Still no date to fix ‘potentially serious’ safety issue on Highway 3

Numerous cars damaged at site west of Keremeos, yet government officials won't say when repairs will start

Highway 3 near Keremeos was closed in January for several days due to a rockslide.

Highway 3 near Keremeos was closed in January for several days due to a rockslide.

Keremeos Rock Slide FOI by Joe Fries



It’s still unknown when safety improvements will begin on a stretch of Highway 3 near Keremeos where an unstable hillside has let loose repeatedly with “potentially serious consequences.”

The four-lane highway was closed for several days in January when rocks, some as large as cars, slid down the slope and onto the road about nine kilometres west of town, damaging two vehicles in the process.

There were six smaller slides at the site through March of this year, which followed an incident in 2003 that damaged four vehicles there, according to a government report obtained through a freedom of information request.

“Therefore a total of eight recorded rock fall events have occurred with potentially serious consequences,”  Transportation Ministry engineer Steve Pollak wrote to colleagues in a March 2014 email that outlines repair options.

“There have been a total of six vehicles damaged here, which is a relatively high number for historically few rock fall events,” he wrote a month later.

Further slides, resulting in road closures and damaged vehicles, were reported at the site in May and June.

Keremeos Mayor Manfred Bauer said he’ll be happy to see the slope fixed for good.

“Safety is the No. 1 issue, there’s no doubt about it,” said Bauer, who isn’t concerned about the length of time it’s taken to get a repair in place.

“My guess is they have priorities in regard to road maintenance, perhaps in other areas where they have rock slides, because right now when you look at the traffic, it’s not an issue, everybody can get through,” he said.

Transportation Ministry spokesman Darren Harbord said in a written statement in early September that “a number of steps” have to take place before two phases of safety improvements at the site can begin, including a geotechnical assessment, engineering design work and acquiring materials.

Those materials include hundreds of large, concrete blocks that will be used to build a wall three metres high at the base of the unstable slope in what is now the westbound slow lane to catch any more material that lets loose, he explained, which will allow the highway to reopen to three lanes of traffic.

Harbord, who’s no longer with the ministry, said the work was expected to begin in mid-September, but the contract to place those blocks, which are already at the site, is still open for bids.

Communications staff at the ministry did not respond this week to a request for an update on the project timeline.

The second phase of the repair job, likely next year, according to Harbord, will include excavation of the upper slope to create a wider ditch and larger rock catchment area, followed by restoration of the highway to four lanes.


> _Work order_: Pull every line of the entries that has the word "squashed".

(Dataset)

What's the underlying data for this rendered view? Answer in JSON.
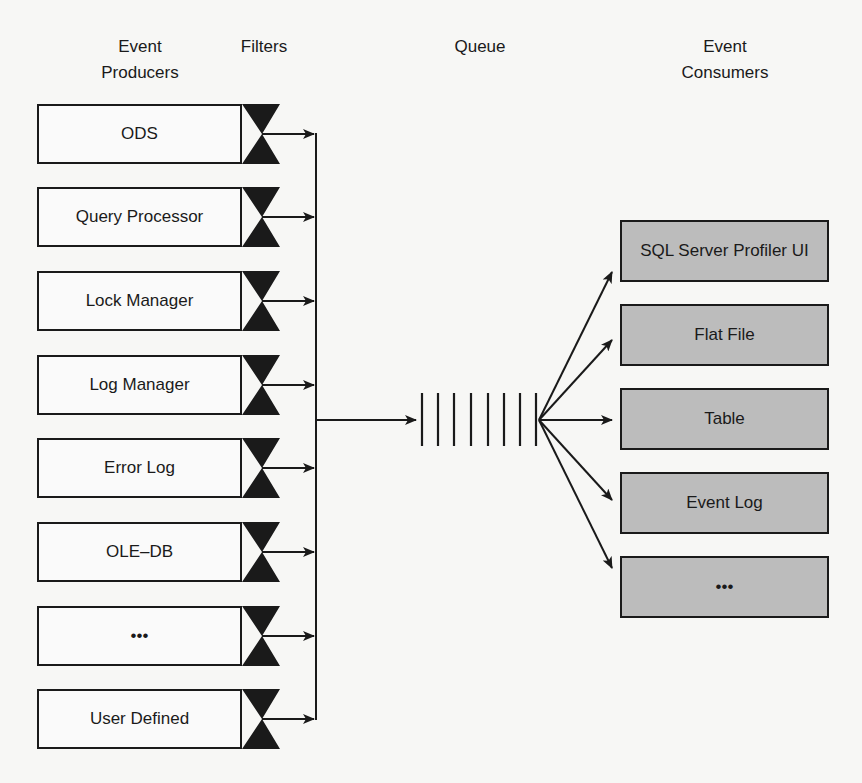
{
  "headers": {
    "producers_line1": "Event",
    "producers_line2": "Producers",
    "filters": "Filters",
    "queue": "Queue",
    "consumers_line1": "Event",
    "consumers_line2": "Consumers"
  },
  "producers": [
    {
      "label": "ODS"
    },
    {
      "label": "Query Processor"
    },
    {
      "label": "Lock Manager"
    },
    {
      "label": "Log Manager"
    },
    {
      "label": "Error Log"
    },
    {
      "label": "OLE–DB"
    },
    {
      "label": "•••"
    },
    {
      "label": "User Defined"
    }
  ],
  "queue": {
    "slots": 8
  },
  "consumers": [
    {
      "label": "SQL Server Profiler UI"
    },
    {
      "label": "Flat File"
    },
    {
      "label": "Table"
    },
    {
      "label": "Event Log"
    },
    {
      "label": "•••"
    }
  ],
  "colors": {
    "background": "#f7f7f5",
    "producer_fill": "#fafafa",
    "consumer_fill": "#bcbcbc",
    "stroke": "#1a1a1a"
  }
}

(End Dataset)
(Dataset)

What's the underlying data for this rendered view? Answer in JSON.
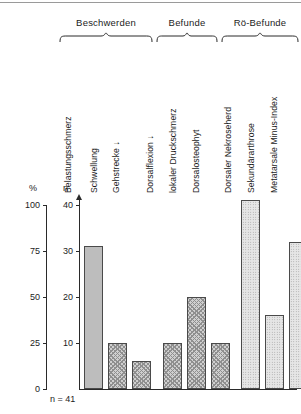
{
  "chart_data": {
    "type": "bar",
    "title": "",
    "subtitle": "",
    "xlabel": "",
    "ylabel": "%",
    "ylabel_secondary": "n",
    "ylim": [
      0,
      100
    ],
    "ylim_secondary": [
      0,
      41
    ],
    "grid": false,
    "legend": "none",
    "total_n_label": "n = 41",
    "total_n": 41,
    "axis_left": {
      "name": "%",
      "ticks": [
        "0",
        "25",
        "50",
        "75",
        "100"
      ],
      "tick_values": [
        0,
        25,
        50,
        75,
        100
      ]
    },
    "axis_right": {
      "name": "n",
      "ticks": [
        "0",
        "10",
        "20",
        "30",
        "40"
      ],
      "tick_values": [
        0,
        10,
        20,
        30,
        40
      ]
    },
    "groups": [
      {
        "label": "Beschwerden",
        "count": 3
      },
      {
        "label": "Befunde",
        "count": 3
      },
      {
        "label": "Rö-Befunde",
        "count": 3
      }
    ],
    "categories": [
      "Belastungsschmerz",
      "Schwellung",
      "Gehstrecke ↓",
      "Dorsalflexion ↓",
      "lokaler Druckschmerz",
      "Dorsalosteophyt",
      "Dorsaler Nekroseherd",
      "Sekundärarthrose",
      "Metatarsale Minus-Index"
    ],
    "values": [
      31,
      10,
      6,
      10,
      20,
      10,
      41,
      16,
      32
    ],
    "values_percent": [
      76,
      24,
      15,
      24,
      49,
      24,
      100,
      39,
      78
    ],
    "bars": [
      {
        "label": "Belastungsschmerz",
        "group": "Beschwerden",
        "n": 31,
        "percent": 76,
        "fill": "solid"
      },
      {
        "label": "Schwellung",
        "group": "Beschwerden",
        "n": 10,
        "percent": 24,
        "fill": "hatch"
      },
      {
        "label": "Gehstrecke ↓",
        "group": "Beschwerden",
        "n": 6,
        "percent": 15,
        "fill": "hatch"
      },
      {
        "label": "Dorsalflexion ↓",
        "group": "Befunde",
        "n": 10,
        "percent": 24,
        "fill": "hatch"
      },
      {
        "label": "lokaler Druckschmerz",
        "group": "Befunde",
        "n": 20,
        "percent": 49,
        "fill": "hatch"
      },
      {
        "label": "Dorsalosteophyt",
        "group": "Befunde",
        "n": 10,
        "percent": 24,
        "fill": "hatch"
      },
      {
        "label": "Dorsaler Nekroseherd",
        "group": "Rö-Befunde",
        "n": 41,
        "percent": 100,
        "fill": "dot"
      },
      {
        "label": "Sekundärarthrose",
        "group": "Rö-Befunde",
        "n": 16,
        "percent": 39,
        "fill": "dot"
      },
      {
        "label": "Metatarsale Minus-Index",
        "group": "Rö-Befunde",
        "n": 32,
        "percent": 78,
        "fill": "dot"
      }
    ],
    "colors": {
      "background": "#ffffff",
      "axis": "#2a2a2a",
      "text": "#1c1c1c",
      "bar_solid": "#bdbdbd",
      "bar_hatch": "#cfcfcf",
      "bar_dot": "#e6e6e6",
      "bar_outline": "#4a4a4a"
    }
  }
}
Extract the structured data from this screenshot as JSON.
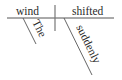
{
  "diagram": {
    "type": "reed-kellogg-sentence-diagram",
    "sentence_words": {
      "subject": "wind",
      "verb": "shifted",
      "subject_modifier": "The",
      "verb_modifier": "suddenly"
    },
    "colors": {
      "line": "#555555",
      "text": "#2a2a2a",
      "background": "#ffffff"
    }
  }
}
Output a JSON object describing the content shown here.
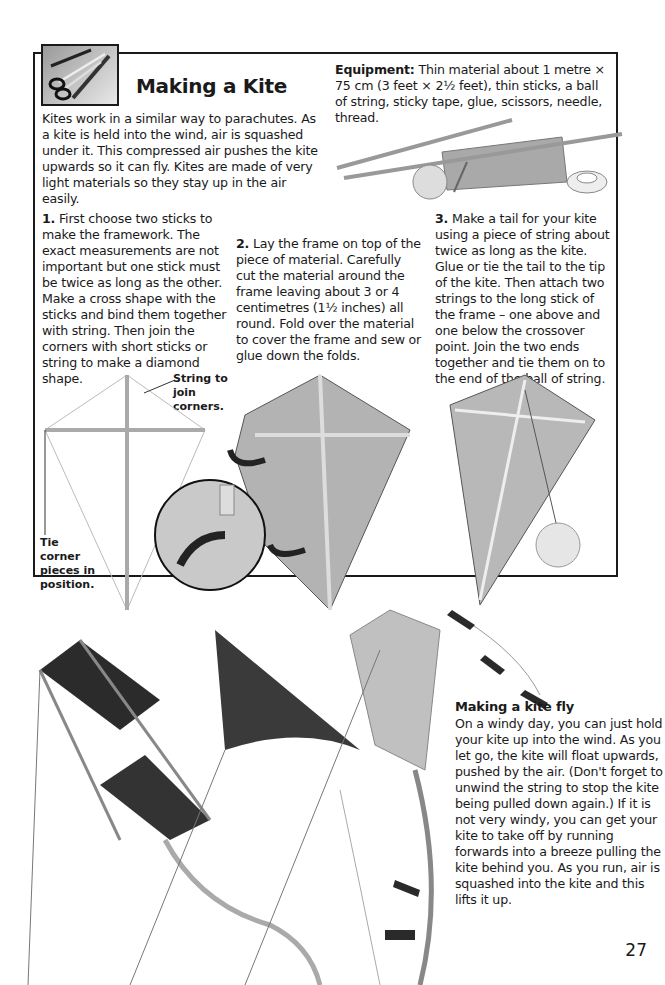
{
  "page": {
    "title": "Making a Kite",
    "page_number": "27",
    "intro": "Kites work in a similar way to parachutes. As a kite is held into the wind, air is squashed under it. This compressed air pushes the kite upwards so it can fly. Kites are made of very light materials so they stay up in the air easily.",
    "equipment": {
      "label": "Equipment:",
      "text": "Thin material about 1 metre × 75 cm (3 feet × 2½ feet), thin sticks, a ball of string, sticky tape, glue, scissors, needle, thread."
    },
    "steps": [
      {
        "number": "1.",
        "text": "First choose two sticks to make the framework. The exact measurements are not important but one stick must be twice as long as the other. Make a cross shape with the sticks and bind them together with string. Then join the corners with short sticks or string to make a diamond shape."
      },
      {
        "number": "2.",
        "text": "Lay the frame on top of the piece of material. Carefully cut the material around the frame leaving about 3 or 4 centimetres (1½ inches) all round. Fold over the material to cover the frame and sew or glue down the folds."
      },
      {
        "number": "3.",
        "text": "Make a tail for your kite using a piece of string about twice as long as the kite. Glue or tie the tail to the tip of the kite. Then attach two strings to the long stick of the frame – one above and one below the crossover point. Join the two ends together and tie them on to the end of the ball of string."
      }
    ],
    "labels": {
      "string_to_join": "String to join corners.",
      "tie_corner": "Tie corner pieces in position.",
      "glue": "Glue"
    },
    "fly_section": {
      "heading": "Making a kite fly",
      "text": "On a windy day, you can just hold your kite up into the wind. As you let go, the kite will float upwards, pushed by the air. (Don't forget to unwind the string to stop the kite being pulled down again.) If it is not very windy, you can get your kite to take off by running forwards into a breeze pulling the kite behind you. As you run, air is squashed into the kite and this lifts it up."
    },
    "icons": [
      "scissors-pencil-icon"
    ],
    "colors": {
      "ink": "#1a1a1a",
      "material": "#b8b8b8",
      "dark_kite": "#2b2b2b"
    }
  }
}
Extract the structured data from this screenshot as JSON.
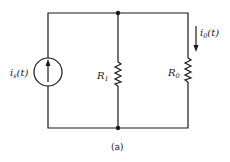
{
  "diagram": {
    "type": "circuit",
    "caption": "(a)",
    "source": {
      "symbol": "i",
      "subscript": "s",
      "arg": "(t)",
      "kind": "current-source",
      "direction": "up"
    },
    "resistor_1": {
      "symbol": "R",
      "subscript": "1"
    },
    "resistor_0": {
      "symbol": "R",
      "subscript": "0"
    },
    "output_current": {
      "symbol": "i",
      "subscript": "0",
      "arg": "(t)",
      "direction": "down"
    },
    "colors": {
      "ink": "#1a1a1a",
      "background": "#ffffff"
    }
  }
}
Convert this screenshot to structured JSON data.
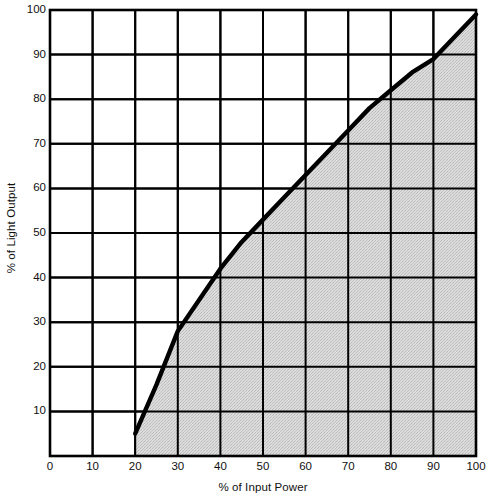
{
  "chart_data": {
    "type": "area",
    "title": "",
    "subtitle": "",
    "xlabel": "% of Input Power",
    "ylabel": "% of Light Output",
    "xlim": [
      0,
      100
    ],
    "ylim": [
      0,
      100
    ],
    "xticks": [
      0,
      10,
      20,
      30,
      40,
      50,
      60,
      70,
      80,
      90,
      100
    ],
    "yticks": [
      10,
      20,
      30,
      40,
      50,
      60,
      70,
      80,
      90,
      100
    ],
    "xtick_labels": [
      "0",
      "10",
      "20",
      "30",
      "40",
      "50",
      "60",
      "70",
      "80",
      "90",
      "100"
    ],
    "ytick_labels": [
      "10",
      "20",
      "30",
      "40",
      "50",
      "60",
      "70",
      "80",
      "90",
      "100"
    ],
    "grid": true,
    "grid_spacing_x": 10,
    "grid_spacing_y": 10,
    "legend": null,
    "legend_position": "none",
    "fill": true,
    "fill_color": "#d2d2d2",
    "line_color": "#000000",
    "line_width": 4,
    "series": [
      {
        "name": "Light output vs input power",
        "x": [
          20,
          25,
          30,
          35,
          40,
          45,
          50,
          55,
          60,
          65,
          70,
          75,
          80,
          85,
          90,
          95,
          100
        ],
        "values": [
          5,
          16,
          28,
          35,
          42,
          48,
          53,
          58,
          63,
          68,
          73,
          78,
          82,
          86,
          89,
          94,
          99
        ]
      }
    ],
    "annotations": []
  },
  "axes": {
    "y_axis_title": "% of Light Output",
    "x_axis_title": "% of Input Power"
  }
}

(End Dataset)

> _Answer to this problem_:
    "intro": "Kites work in a similar way to parachutes. As a kite is held into the wind, air is squashed under it. This compressed air pushes the kite upwards so it can fly. Kites are made of very light materials so they stay up in the air easily.",
      "text": "On a windy day, you can just hold your kite up into the wind. As you let go, the kite will float upwards, pushed by the air. (Don't forget to unwind the string to stop the kite being pulled down again.) If it is not very windy, you can get your kite to take off by running forwards into a breeze pulling the kite behind you. As you run, air is squashed into the kite and this lifts it up."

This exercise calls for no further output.